History of Vilkhivtsi
Jews in Carpathian Ruthenia
The Jewish present in the region date back to the 16th century. They were fleeing from pogroms associated with Haidamak revolts in Ukraine.
Hungarian times
The village is situated in the region of Maramorosh in the historical Hungary until World War I.
The Jews who settled here were Yiddish speaking Ashkenazim. The vast majority belong to the ultra-orthodox hasidic tradition, Vilhitsvi became a home to several powerful Rabbinic dynasties – Vizhanitz, Spinka and Sieget-Satmar.
Czechoslovak state
With the collapse of Austria-Hungary in late 1918 the Subcarpathian Rus was incorporated into Czechoslovakia.
Under Czechoslovak rule Jews were for the first time recognized as a distinct nationality. In the 1921 and 1930 census is 87% and 93% of all Jews considered themselves to be Jews by nationality. It was the least assimilated Yiddish-speaking group in Czechoslovakia.
The Holocaust
With the destruction of Czechoslovakia in March 1939 the Subcarpathian Rus was annexed by Hungary. The Jews also witnessed and became concerned with the growth of the Ukrainian national movement, which reached its culmination during the few months of Subcarpathian autonomy (October 1938 – March 1939).

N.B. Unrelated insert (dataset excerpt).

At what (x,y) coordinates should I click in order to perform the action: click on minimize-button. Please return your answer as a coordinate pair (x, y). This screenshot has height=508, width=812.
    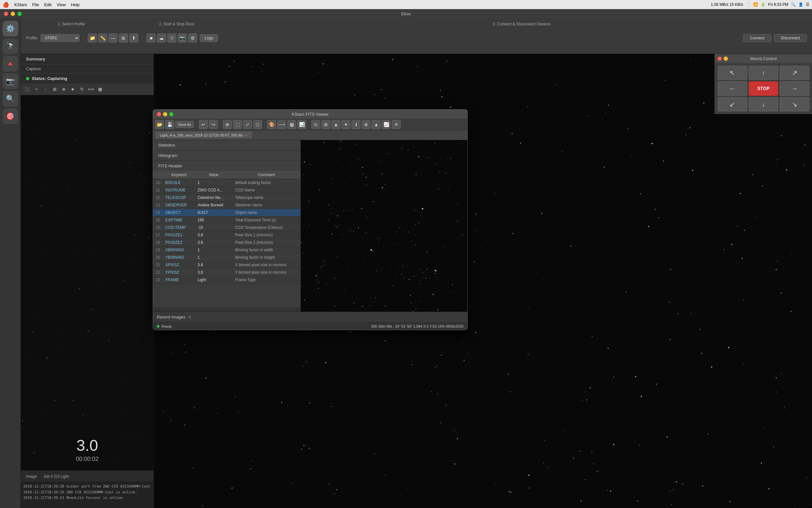
    Looking at the image, I should click on (13, 14).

Beginning in 1939, Hungary imposed draconian laws banning Jews from going to school or from operating their businesses. Then in the summer of 1941, Hungarian authorities deported about 18,000 Jews from Carpathian Ruthenia to the Galicia region of Poland-Ukraine. Most of the deportees were immediately handed over to Nazi German Einsatzgruppen units at Kaminets Podolsk and machine-gunned over a three-day period in late 1941.
Those Jews fortunate enough to avoid the 1941 deportations faced further privations under Hungarian rule. Men of working age were conscripted into slave labor battalions (“Munko Tabor”) in which a high proportion perished. The remnant ultimately returned to their homes in time to suffer deportation to concentration camps after Germany occupied Hungary in 1944.
In April 1944, ghettos were set up in cities in Ruthenia. 144,000 Jews were rounded up and held there. Starting on May 15, 1944: 14,000 Jews were taken out of these sites to Auschwitz every day until the last deportation on June 7, 1944. With regard to the reaction to the deportations of the local Rusyn there are reports of intervention to save Jews as well as reports of cooperation with the Hungarian authorities.
Post World War II
After World War II the Carpathian Rus was removed from Hungary and annexed to the Soviet Union (USSR) as an inseparable part of the Ukrainian Soviet Republic. Following the collapse of the USSR the region became a part of Independent Ukraine in 1991.
All Jews who remained in the village emigrated to Israel and the United States during the 1970s. The last Jewish family emigrated to Israel from Vilkhivtsi in 1974.